For Educators

We provide professional development and self-care strategies via adult Brain Breaks, trainings and webinars. We also offer ongoing support for our partner districts and organizations. Continuing ed unit opportunities available.

For Students

We provide a range of free classroom resources that include learner Brain Breaks, health & wellness curricula,  and Virtual PE. Our mission is to promote social, emotional, and academic development for all learners.

  • Suzanne Nason

San Diego Unified Turns Focus to SEL to Manage Stress Within Large, Diverse School Communities

One of the largest school districts in the U.S. has partnered with Pure Edge in response to an increase in stress and anxiety. Both educators and learners reap the benefits.

“I’m passionate about SEL,” said Kearny High School English teacher Daina Weber, “and I felt like this was another opportunity for students to get skills in self-discovery and self-care.” She had just finished participating, with three of her ninth-grade classes, in the first of four Pure Edge training days. Kearny is a project-based learning school in one of the largest and most diverse districts in the nation, San Diego Unified School District (SDUSD), and its new students have embarked upon a social and emotional learning project. Weber’s new ninth-grade learners are the first at the school to receive the trainings since Pure Edge began partnering with SDUSD in support of the district of roughly 200 schools, over 120,000 students and nearly 6,000 teachers. With the help of advocates like Lynn Barnes-Wallace, the district’s physical education resource teacher, the impact of the partnership is permeating the school communities and beyond.

To launch the district-wide rollout, SDUSD specifically requested a focus on educator well-being, in response to an increase in stress and anxiety. After Pure Edge’s initial visits, Barnes-Wallace began encouraging other educators to regularly employ mindfulness practices. “I use the starfish all the time,” she stated, referring to Pure Edge’s Starfish Breath Brain Break. With repetition, tools like these become second nature. Educators and learners alike can learn to reset or self-regulate in any place, at any time. Barnes-Wallace knows that the essential aspect of successfully equipping her district with SEL strategies is engagement from educators and learners. As these tools become routine components of the school day, they support a strong foundation for mindfulness and stress management in the school culture. She shared that she receives regular feedback from SDUSD learners asking for more mindfulness in their schools, suggesting that their classes incorporate mindful movement and breathing as a daily expectation and excitedly sharing that they plan to teach the skills to their families. The educators she has spoken to are just as invested. “The greatest thing about this is that the teachers have just gravitated toward this; it’s amazing,” she revealed.

“We had one principal who heard about it and made the hour-long Pure Edge training a breakout session, and roughly 90 teachers showed up by choice. The room was packed.”

Pure Edge Director of Programs and National Trainer Anne Contreras used a Brain Break to set the tone for each session with Weber’s ninth-graders—the educators expect that as learners gain experience with the techniques shared in the first session, they will individually step up to lead the classes in the breathing and movements. The ninth-graders had begun exploring parts of the brain and their functions in biology class, and in the Pure Edge training, they quickly found that the science their biology teachers had shown them would directly apply to the practices they learned.

“We’re going to be activating our cerebellum later as we move,” Contreras offered to the class as an example, “because you’re going to need it to balance.”

Last school year, Kearny’s ninth-graders worked with Barnes-Wallace on a project that focused on physical health. As Weber explained, “We wanted this year’s students to feel like they were taking on their own, equally important role in addressing health needs. Additionally, we were reflecting on how many of our students have struggled with emotional issues in our past teaching experiences and felt that this project could empower students, while simultaneously providing them with tools for self-care.”

The sessions at Kearny will continue through January 2020, and the ninth-graders plan to subsequently visit elementary schools in the area to teach the practices to younger learners. Weber envisions her classes mastering the exercises and sharing them within their own communities. “Ultimately our goal is for our students to become the experts,” she explained. Throughout the district, the focus has turned to developing social and emotional skills for learners and educators. Leadership understands that educator-educator, educator-learner and learner-learner relationships all fuse to determine a school’s climate. As Barnes-Wallace tells it, the students realize the power of these skills as well.

“Kids ask for this kind of stuff now,” she said. “That’s the best part. They’re driving all of this.”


In the listing that follows, how many lines hold the string "approval"? Answer with the number only.

PROVIDED ENTRIES:
--- START ---

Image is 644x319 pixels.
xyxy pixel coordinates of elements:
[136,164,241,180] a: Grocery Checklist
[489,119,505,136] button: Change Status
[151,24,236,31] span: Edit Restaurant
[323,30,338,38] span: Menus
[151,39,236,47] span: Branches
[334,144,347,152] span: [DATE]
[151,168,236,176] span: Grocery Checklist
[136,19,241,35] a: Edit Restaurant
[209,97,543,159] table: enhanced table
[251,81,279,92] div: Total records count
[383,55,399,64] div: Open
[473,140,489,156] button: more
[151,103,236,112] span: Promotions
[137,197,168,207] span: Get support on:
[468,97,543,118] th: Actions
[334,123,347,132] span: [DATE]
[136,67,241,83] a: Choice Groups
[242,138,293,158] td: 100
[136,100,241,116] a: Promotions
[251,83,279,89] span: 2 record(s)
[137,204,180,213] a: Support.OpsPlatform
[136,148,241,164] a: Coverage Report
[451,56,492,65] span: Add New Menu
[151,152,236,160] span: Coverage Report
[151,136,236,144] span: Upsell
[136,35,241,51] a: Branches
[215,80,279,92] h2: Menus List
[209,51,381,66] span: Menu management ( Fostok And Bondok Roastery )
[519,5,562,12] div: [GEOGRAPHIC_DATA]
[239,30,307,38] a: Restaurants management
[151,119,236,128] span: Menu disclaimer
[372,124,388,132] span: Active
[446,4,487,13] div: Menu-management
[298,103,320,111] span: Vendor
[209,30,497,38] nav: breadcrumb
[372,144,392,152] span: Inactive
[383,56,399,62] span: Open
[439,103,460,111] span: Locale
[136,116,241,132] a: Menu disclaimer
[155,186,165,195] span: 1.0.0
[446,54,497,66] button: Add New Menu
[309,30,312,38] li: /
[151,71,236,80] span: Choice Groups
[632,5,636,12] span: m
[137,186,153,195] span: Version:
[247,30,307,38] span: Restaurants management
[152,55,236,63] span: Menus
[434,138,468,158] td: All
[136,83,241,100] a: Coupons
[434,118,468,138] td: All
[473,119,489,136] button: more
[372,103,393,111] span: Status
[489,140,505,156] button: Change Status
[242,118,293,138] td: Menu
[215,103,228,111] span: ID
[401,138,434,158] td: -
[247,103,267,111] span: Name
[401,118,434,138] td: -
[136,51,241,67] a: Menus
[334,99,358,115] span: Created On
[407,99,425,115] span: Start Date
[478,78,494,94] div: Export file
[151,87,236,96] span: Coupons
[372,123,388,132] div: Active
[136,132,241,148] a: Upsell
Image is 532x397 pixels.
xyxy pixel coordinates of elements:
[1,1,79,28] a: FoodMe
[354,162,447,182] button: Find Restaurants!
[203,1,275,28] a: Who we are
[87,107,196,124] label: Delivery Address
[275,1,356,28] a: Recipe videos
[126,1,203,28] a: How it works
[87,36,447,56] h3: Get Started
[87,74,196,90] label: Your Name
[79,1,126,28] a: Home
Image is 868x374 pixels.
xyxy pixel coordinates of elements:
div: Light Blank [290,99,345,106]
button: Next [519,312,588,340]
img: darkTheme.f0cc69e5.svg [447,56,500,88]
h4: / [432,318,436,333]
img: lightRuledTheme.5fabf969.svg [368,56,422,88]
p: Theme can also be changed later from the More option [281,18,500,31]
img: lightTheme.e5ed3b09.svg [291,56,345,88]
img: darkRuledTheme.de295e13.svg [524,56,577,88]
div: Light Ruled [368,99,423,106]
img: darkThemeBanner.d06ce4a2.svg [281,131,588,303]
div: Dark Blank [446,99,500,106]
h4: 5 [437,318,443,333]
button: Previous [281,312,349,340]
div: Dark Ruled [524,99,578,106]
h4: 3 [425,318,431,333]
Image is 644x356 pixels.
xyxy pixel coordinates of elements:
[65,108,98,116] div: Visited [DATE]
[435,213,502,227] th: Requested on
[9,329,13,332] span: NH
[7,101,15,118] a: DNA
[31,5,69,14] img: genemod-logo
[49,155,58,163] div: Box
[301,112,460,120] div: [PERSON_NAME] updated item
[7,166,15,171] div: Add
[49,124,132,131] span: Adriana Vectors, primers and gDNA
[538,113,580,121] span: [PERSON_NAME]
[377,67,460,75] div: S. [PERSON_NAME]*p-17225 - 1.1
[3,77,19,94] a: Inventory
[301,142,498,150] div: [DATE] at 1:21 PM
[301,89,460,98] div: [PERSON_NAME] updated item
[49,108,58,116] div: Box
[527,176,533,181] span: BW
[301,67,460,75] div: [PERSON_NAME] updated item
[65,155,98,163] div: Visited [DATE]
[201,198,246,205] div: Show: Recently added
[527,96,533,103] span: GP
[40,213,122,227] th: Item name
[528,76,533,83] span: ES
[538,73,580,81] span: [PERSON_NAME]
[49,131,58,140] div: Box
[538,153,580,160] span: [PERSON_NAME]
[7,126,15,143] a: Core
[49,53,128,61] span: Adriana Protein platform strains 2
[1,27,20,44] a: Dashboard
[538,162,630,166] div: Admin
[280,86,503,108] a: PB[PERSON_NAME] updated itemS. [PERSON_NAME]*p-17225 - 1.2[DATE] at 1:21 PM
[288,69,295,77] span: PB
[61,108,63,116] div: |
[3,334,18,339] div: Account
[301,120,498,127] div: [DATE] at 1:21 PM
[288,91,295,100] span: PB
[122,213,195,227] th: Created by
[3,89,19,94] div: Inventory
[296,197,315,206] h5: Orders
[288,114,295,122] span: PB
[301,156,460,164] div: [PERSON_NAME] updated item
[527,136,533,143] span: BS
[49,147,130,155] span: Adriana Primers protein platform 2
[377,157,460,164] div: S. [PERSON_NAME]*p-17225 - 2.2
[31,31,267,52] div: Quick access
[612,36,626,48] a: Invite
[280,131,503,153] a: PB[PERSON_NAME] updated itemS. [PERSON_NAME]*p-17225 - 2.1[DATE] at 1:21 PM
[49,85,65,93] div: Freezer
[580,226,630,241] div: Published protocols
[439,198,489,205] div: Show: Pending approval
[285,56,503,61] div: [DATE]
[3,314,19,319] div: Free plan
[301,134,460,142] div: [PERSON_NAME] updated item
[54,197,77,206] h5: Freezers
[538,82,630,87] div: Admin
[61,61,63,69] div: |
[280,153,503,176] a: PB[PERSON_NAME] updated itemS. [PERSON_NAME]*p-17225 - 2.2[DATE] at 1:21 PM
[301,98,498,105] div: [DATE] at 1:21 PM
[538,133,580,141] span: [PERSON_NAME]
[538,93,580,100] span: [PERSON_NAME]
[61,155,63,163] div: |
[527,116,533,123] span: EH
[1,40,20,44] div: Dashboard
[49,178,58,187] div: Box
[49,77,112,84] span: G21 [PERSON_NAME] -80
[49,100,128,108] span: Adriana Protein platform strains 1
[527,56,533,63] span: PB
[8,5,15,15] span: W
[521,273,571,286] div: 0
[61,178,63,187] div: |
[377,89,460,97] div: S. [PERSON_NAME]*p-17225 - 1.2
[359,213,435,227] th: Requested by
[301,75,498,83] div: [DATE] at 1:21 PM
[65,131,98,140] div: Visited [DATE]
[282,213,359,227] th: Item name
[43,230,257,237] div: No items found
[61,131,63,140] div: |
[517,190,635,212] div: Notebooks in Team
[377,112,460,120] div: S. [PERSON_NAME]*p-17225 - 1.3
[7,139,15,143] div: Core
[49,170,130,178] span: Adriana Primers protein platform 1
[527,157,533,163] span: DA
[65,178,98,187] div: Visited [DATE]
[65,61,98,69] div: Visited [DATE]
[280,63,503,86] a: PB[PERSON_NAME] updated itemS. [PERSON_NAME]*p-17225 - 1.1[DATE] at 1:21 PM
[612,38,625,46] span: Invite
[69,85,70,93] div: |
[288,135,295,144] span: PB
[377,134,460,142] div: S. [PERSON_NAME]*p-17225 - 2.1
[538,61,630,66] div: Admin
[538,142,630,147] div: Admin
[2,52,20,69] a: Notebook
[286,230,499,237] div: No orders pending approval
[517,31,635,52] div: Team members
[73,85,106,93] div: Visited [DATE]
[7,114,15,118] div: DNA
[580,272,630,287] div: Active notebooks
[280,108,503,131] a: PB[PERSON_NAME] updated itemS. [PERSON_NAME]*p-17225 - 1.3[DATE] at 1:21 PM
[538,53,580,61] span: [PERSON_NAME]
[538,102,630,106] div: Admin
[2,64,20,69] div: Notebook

--- END ---

YOUR RESPONSE: 2